BishopAccountability.org

Police chiefs planning to apologise to child-sex abuse victims

By Dan Box
Australian
January 17, 2017

https://goo.gl/E6V9PP

Victoria Police Chief Commissioner Graham Ashton.
Photo by Andrew Tauber


The nation’s police commissioners are set to make a historic apol­ogy to the victims of child-sex abuse in institutional care who were not believed when they reported these crimes or, worse, were returned to their abusers.

The true number of such abuse victims will never be known as records were not kept, have since been lost or were destroyed.

That such an apology is being considered at this level shows both its extent and the damage done are feared to be significant.

More than half a million children are estimated to have spent time in an orphanage, home or foster care over the past century. They represent more than 40 per cent of the 6349 people who have given evidence in private to the child abuse royal commission to date saying they were abused.

In a letter sent last week and seen by The Australian, Victoria Police Chief Commissioner Graham Ashton says the Australian and New Zealand Police Commissioners Forum met recently to discuss a potential apology to those affected. Writing to the Care Leavers Australasia Network, which represents people who were in ­institutional care and has campaigned on the issue for several years, Mr Ashton says the other police commissioners “asked me to convey their sincere empathy about the concerns … raised”.

The commissioners intend to wait until the royal commission’s final report is published in December, after which “the need for, and context and form of any apology, can then be considered comprehensively”, the letter said.

“The key issue is that children, when they tried to run away, they tried to tell the police and the police returned them straight back into the hands of the abusers and nobody asked any questions,” said Leonie Sheedie, executive officer of CLAN.

Children living in orphanages and other care homes across Australia were for decades treated as “second-rate citizens”, Ms Sheedie said.

Many suffered often horrific levels of physical and sexual abuse, the Royal Commission into Institutional Responses to Child Sexual Abuse has found.

An apology would “mean that it’s on the record,” Ms Sheedie said, “that the police failed in their duty of care to the most vulnerable people in the state”.

Seventy-year-old Roy Janetzki said he ran away from Saint Augus­tine’s Orphanage in Geelong, Victoria, after being sexually abused at the age of 13.

After trying to steal a car, he was arrested and tried to tell the police officer that “they do terrible things to boys up there at that ­orphanage”.

This report was not investi­gated, Mr Janetzki said, and he was beaten by police, sent to court for the car theft and subsequently committed to another institution, where he was sexually abused again.

An apology would represent a public acknowledgment that “it did happen, and we finally do ­believe you”, Mr Janetzki said.

“A lot of kids who did escape were just grabbed and taken back and there was no paperwork and they were just taken back to the same sexual abuse.

“Everything needs to be brought out into the open,” Mr Janetzki said. “It would be good for all the other kids. They went through the same thing and we tried and we tried and no one believes you and we just gave up.”

The Australian and New Zealand Police Commissioners Forum, which includes the leaders of each state, territory and federal police force, met to discuss the possible apology in Melbourne in October last year.

Officers from the royal commission, which has so far referred 1775 matters to police nationwide for investigation, also attended the meeting to discuss their work.

Mr Ashton, who proposed discussion of the apology at the meeting, told The Australian “we were sympathetic to the ­issues raised and we intend to finalise discussions … on this once the royal commission has finalised its report”.

The commission, which has held 49 public inquiries around Australia since it was established in January 2013, is due to submit its final report and recommen­dations to the Governor-­General, Sir Peter Cosgrove, no later than December 15.

In his letter, Mr Ashton writes that “the need for, and context and form of any apology, can then be considered ­comprehensively”.

“Our decision to await the outcomes of the (royal commission) does not diminish our view that the issues raised by CLAN are of significant concern,” his letter says.

The commission’s next public hearing, into the Catholic Church, will begin next month.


For this exercise, output exactly and only the lines running from the one with "The image size" through the final line of the data below, without pictures.

Source records:
|---|

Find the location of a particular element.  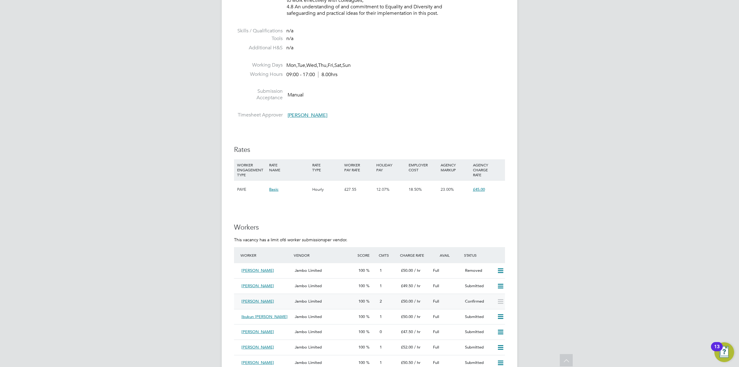

button: Open Resource Center, 13 new notifications is located at coordinates (724, 352).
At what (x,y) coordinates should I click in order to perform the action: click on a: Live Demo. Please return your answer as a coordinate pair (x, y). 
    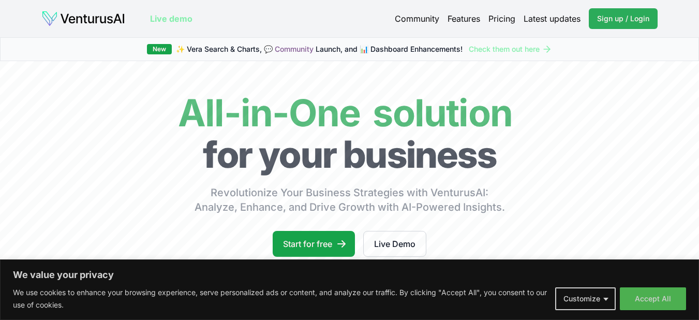
    Looking at the image, I should click on (395, 244).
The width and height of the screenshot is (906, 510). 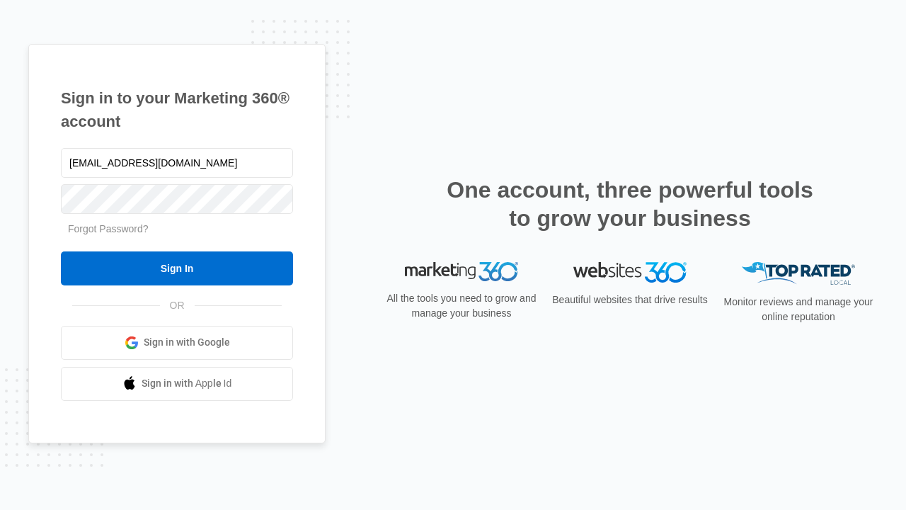 What do you see at coordinates (177, 305) in the screenshot?
I see `span: OR` at bounding box center [177, 305].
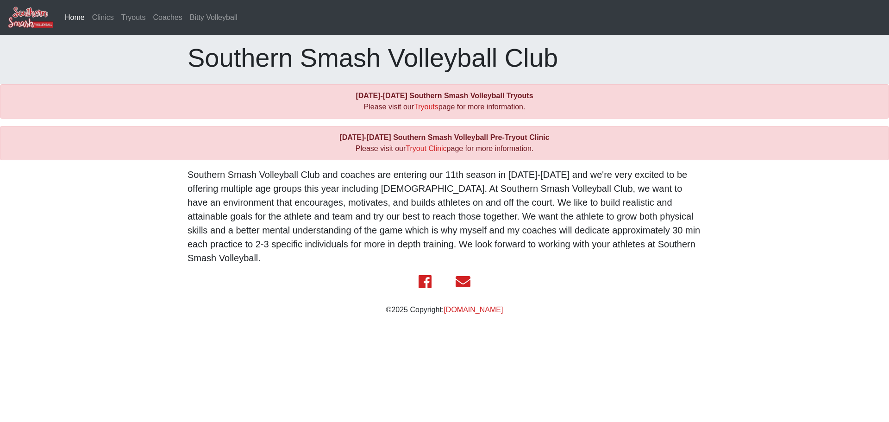 This screenshot has height=422, width=889. What do you see at coordinates (75, 18) in the screenshot?
I see `a: Home` at bounding box center [75, 18].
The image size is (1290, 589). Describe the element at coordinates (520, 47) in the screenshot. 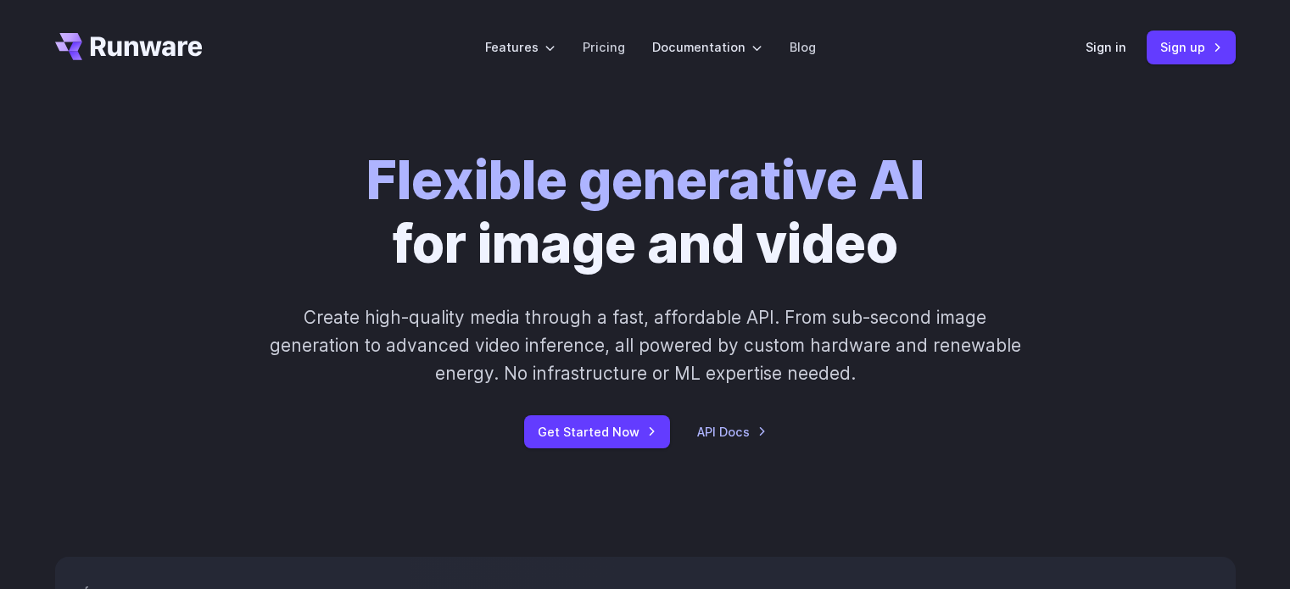

I see `label: Features` at that location.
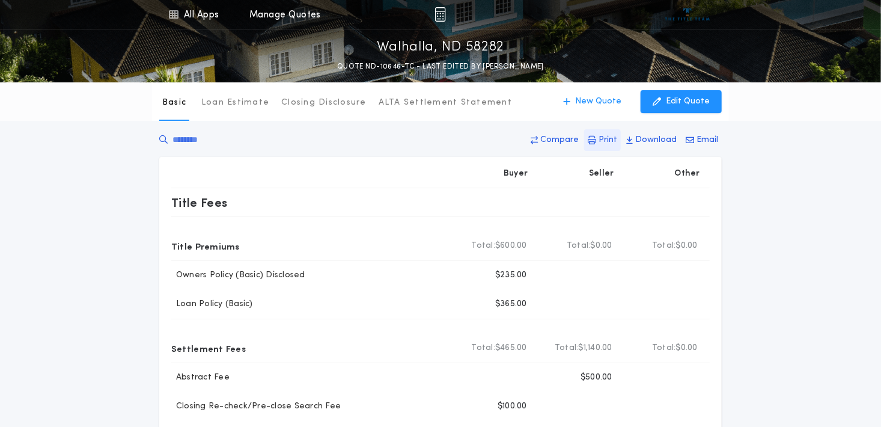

|---|

(Task response)
The image size is (1290, 589). Describe the element at coordinates (520, 47) in the screenshot. 

I see `label: Features` at that location.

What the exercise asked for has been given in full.